Real confidence: Carl Rogers' 7 stages of personal growth
Have you ever wondered why confidence feels elusive, even when you’ve ticked all the boxes?

You’ve achieved things, taken the courses, pushed through fears. And yet, in certain rooms or roles, doubt still creeps in. You second-guess what you said. You worry about how you came across. You try to act confident, but inside, you don’t feel it.
This isn’t just about imposter syndrome or low self-esteem. It’s about something deeper: the degree to which you feel emotionally safe to be fully yourself.
One of the most powerful frameworks for understanding this is Carl Rogers' Seven Stages of Process. It comes from person-centred therapy and maps how people grow from self-protection to self-trust. It’s rarely discussed outside of therapy rooms, but it’s profoundly useful in coaching, especially when clients are trying to build authentic, lasting confidence.
Let’s unpack what it is and how it might help you see yourself differently.
The 7 stages of process
In simple terms, Rogers outlined a journey of psychological growth that moves through seven stages:
- Resistance to experience: Emotions are denied or avoided. The person presents a polished image, but doesn’t share what they really feel.
- Slight willingness to communicate: They begin to talk about problems, but at a distance. Feelings are intellectualised or blamed on others.
- Cautious self-expression: Feelings are acknowledged, but only cautiously and often in the past tense.
- Emerging openness: More real-time emotions are expressed. There’s some conflict between what they say and what they feel.
- Emotional ownership: Feelings are embraced and accepted as part of the self. Vulnerability increases.
- Self-acceptance: Emotions are experienced without defence. There’s alignment between values, feelings, and behaviour.
- Ongoing growth: The person is fully open to their experience, confident in their self-concept, and able to change flexibly.
These are not steps to complete. They’re stages of the process. You might be at stage six in your relationships but at stage two in your career. You might move forward, then pull back. That’s all part of growth.
So what does this have to do with confidence?
Most people think confidence is something you build through practice, positive thinking, or performance. And those strategies can help. But many people find they don’t stick, especially when they’re rooted in masking vulnerability.
Confidence that endures doesn’t come from pretending you’re fine. It comes from feeling safe enough to stop pretending.
Confidence grows naturally when:
- you can be with your feelings, without judging them
- you no longer need to manage others’ perceptions to feel OK
- you can speak from your truth, not from a script
This is exactly what Rogers’ Seven Stages describe. It’s not about becoming someone else. It’s about becoming safe enough, internally, to show up as you are.
How to apply this
Understanding where you are in this process can shift everything. You stop asking, “Why don’t I feel confident yet?” and start asking more useful questions like:
- Where do I feel I have to hide parts of myself?
- What emotions or thoughts do I still push down?
- Where do I feel congruent, and where do I feel divided?
In coaching, this insight helps us identify whether your confidence challenge is really about skill or about permission to feel, express, and own your experience without fear.
Coaching might explore:
- when and why you learned to avoid vulnerability
- how to gently reconnect with denied parts of yourself
- practices to move from intellectualising to emotional presence
- how confidence is felt in the body, not just spoken in the mind
This is deep work, but also incredibly empowering. Because once you stop fearing your feelings, you stop fearing the world.
Ready to build real confidence?
If you’re on a journey to show up more fully, in work, relationships, or life, this process can help you get there. You don’t have to perform confidence. You can develop the conditions to feel it from within.
If this resonates, I invite you to reach out to a professional. In coaching, you'll work at the pace that feels right for you, whether you're just starting to question your patterns or ready to explore what’s underneath.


= What to produce =
The answer must consist of every line from the data that holds the string "this".
**** Records for the exercise ****
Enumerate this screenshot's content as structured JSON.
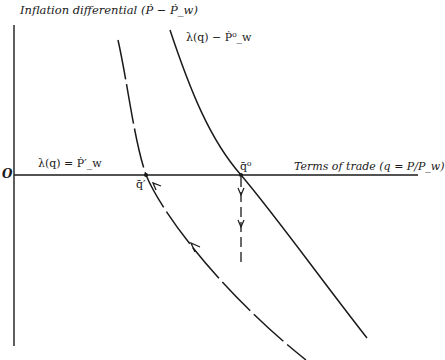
{
  "diagram": {
    "y_axis_label": "Inflation differential (Ṗ − Ṗ_w)",
    "x_axis_label": "Terms of trade (q = P/P_w)",
    "origin_label": "O",
    "curves": [
      {
        "name": "upper",
        "label": "λ(q) − Ṗ⁰_w",
        "style": "solid"
      },
      {
        "name": "lower",
        "label": "λ(q) = Ṗ′_w",
        "style": "dashed"
      }
    ],
    "points": [
      {
        "name": "q-prime",
        "label": "q̄′"
      },
      {
        "name": "q-zero",
        "label": "q̄⁰"
      }
    ],
    "colors": {
      "line": "#1a1a1a",
      "background": "#ffffff"
    }
  }
}
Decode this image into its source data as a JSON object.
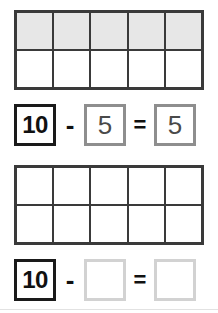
{
  "worksheet": {
    "title": "Ten frame subtraction worksheet",
    "problems": [
      {
        "id": "problem-1",
        "tenframe": {
          "columns": 5,
          "rows": 2,
          "total_cells": 10,
          "filled_count": 5,
          "cells": [
            "filled",
            "filled",
            "filled",
            "filled",
            "filled",
            "empty",
            "empty",
            "empty",
            "empty",
            "empty"
          ]
        },
        "equation": {
          "minuend": "10",
          "minus_sign": "-",
          "subtrahend": "5",
          "equals_sign": "=",
          "result": "5",
          "subtrahend_filled": true,
          "result_filled": true
        }
      },
      {
        "id": "problem-2",
        "tenframe": {
          "columns": 5,
          "rows": 2,
          "total_cells": 10,
          "filled_count": 0,
          "cells": [
            "empty",
            "empty",
            "empty",
            "empty",
            "empty",
            "empty",
            "empty",
            "empty",
            "empty",
            "empty"
          ]
        },
        "equation": {
          "minuend": "10",
          "minus_sign": "-",
          "subtrahend": "",
          "equals_sign": "=",
          "result": "",
          "subtrahend_filled": false,
          "result_filled": false
        }
      }
    ]
  },
  "colors": {
    "frame_border": "#3a3a3a",
    "filled_cell": "#e7e7e7",
    "empty_cell": "#ffffff",
    "strong_box_border": "#1a1a1a",
    "answer_box_border": "#8e8e8e",
    "blank_box_border": "#d2d2d2",
    "footer_rule": "#e2e2e2",
    "page_background": "#ffffff"
  }
}
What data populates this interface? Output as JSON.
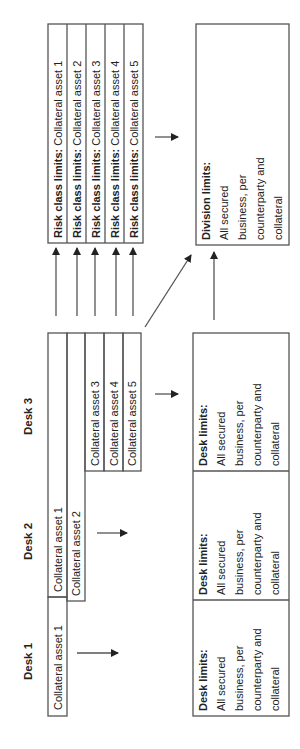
{
  "desks": [
    {
      "label": "Desk 1",
      "collateral": [
        "Collateral asset 1"
      ]
    },
    {
      "label": "Desk 2",
      "collateral": [
        "Collateral asset 1",
        "Collateral asset 2"
      ]
    },
    {
      "label": "Desk 3",
      "collateral": [
        "Collateral asset 3",
        "Collateral asset 4",
        "Collateral asset 5"
      ]
    }
  ],
  "risk_class_limits": [
    {
      "title": "Risk class limits:",
      "asset": "Collateral asset 1"
    },
    {
      "title": "Risk class limits:",
      "asset": "Collateral asset 2"
    },
    {
      "title": "Risk class limits:",
      "asset": "Collateral asset 3"
    },
    {
      "title": "Risk class limits:",
      "asset": "Collateral asset 4"
    },
    {
      "title": "Risk class limits:",
      "asset": "Collateral asset 5"
    }
  ],
  "desk_limits": [
    {
      "title": "Desk limits:",
      "lines": [
        "All secured",
        "business, per",
        "counterparty and",
        "collateral"
      ]
    },
    {
      "title": "Desk limits:",
      "lines": [
        "All secured",
        "business, per",
        "counterparty and",
        "collateral"
      ]
    },
    {
      "title": "Desk limits:",
      "lines": [
        "All secured",
        "business, per",
        "counterparty and",
        "collateral"
      ]
    }
  ],
  "division_limits": {
    "title": "Division limits:",
    "lines": [
      "All secured",
      "business, per",
      "counterparty and",
      "collateral"
    ]
  },
  "colors": {
    "stroke": "#555555",
    "text": "#222222",
    "background": "#ffffff"
  }
}
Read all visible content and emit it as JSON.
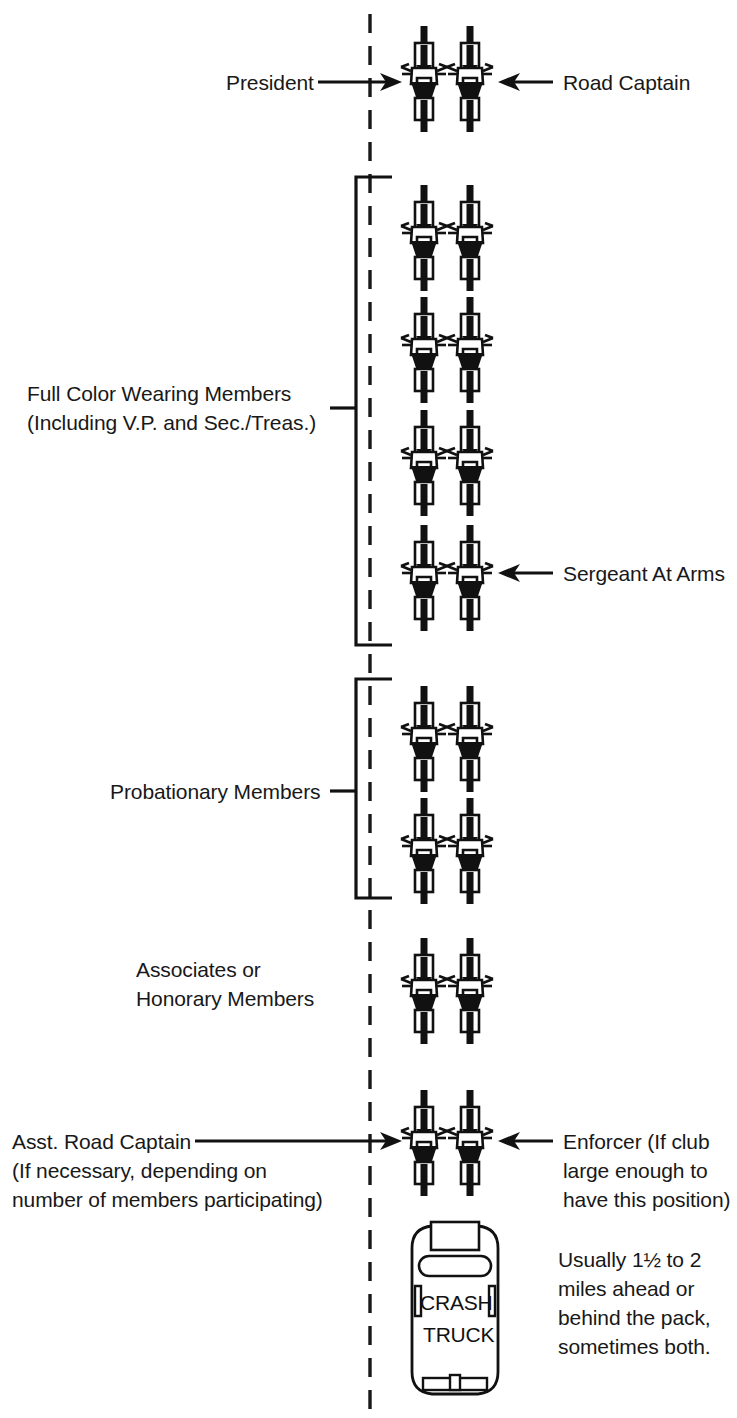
****
= Exercise solution =
Enumerate this screenshot's content as structured JSON.
Decode this image into its source data as a JSON object.
What data populates this interface? Output as JSON.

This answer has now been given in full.